Perspective is rare… it is a gift when some reads the label to us, while we are stuck inside the bottle.
Hoping for small joys for all of you today.
I'm grateful for this thread, and in deep accord. I too have an incurable cancer (my prognosis numbers are different—best guess seems like a D12 roll +3, maybe—but there is no current way out of the woods). I'm finding that whether it's art-making or family and friend time, the moment, the present, is infinitely rich; each moment contains something that isn't born and will never die. And at the same time, I realize that the only way I get anything I cherish—my work, my kids, my world—is because things are always coming apart and turning into other things.
Hoping you roll high, and the party makes it to woods edge.
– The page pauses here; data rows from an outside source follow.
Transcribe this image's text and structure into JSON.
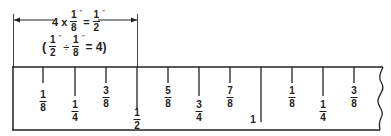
{
  "dimension": {
    "equation_top": {
      "multiplier": "4 x",
      "frac_a": {
        "num": "1",
        "den": "8",
        "unit": "\""
      },
      "equals": "=",
      "frac_b": {
        "num": "1",
        "den": "2",
        "unit": "\""
      }
    },
    "equation_bottom": {
      "open": "(",
      "frac_a": {
        "num": "1",
        "den": "2",
        "unit": "\""
      },
      "divide": "÷",
      "frac_b": {
        "num": "1",
        "den": "8",
        "unit": "\""
      },
      "result": "= 4)"
    }
  },
  "ruler": {
    "tick_spacing_px": 31,
    "labels": [
      {
        "num": "1",
        "den": "8"
      },
      {
        "num": "1",
        "den": "4"
      },
      {
        "num": "3",
        "den": "8"
      },
      {
        "num": "1",
        "den": "2"
      },
      {
        "num": "5",
        "den": "8"
      },
      {
        "num": "3",
        "den": "4"
      },
      {
        "num": "7",
        "den": "8"
      },
      {
        "whole": "1"
      },
      {
        "num": "1",
        "den": "8"
      },
      {
        "num": "1",
        "den": "4"
      },
      {
        "num": "3",
        "den": "8"
      }
    ]
  },
  "colors": {
    "line": "#222222",
    "background": "#ffffff"
  }
}
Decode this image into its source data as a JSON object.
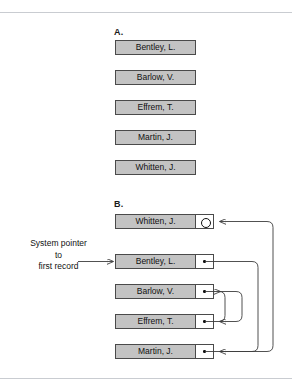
{
  "figure": {
    "width": 292,
    "height": 388,
    "background": "#ffffff",
    "rule_color": "#c9ccd1"
  },
  "colors": {
    "record_fill": "#c3c3c3",
    "record_border": "#4a4a4a",
    "pointer_fill": "#ffffff",
    "link_stroke": "#3d3d3d",
    "text": "#111111"
  },
  "sections": {
    "a": {
      "label": "A.",
      "records": [
        {
          "name": "Bentley, L."
        },
        {
          "name": "Barlow, V."
        },
        {
          "name": "Effrem, T."
        },
        {
          "name": "Martin, J."
        },
        {
          "name": "Whitten, J."
        }
      ]
    },
    "b": {
      "label": "B.",
      "records": [
        {
          "name": "Whitten, J.",
          "pointer": "null"
        },
        {
          "name": "Bentley, L.",
          "pointer": "link"
        },
        {
          "name": "Barlow, V.",
          "pointer": "link"
        },
        {
          "name": "Effrem, T.",
          "pointer": "link"
        },
        {
          "name": "Martin, J.",
          "pointer": "link"
        }
      ],
      "system_pointer_caption": {
        "line1": "System pointer",
        "line2": "to",
        "line3": "first record"
      }
    }
  }
}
That's a beautiful way to put it. I think if society at large was able to accept that, we might not even have fascism to fight
Thank you, Jason, for posting this. I'm not in this particular battle, but it's a wonderful attitude and perspective for anyone dealing with their own mortality.
How do we know when it's time to focus on the horror (in this case of fascism gaining a foothold in American government) and when to let go of it temporarily?
I think now is the time to focus on it. Now is the best chance we have of fighting everything. If we ignore it too much, it will grow
Talking to the author of that thread, she said we focus on it when there's something to do. Right now there's a ton we can do. We can go to demonstrations and protests. We can organize in our communities and unions. We can gather power and protect each other
And then we rest and relax and laugh and spend time with our loved ones
Thinking about cancer as a metaphor, I think we waited too long to go to the doctor and now it's stage 2 or 3 instead of stage 1. If we wait any longer, it could become stage 4. We can't do that
Thanks for sharing this thread- because of it, for the first time I've met someone who has exactly the same cancer as me.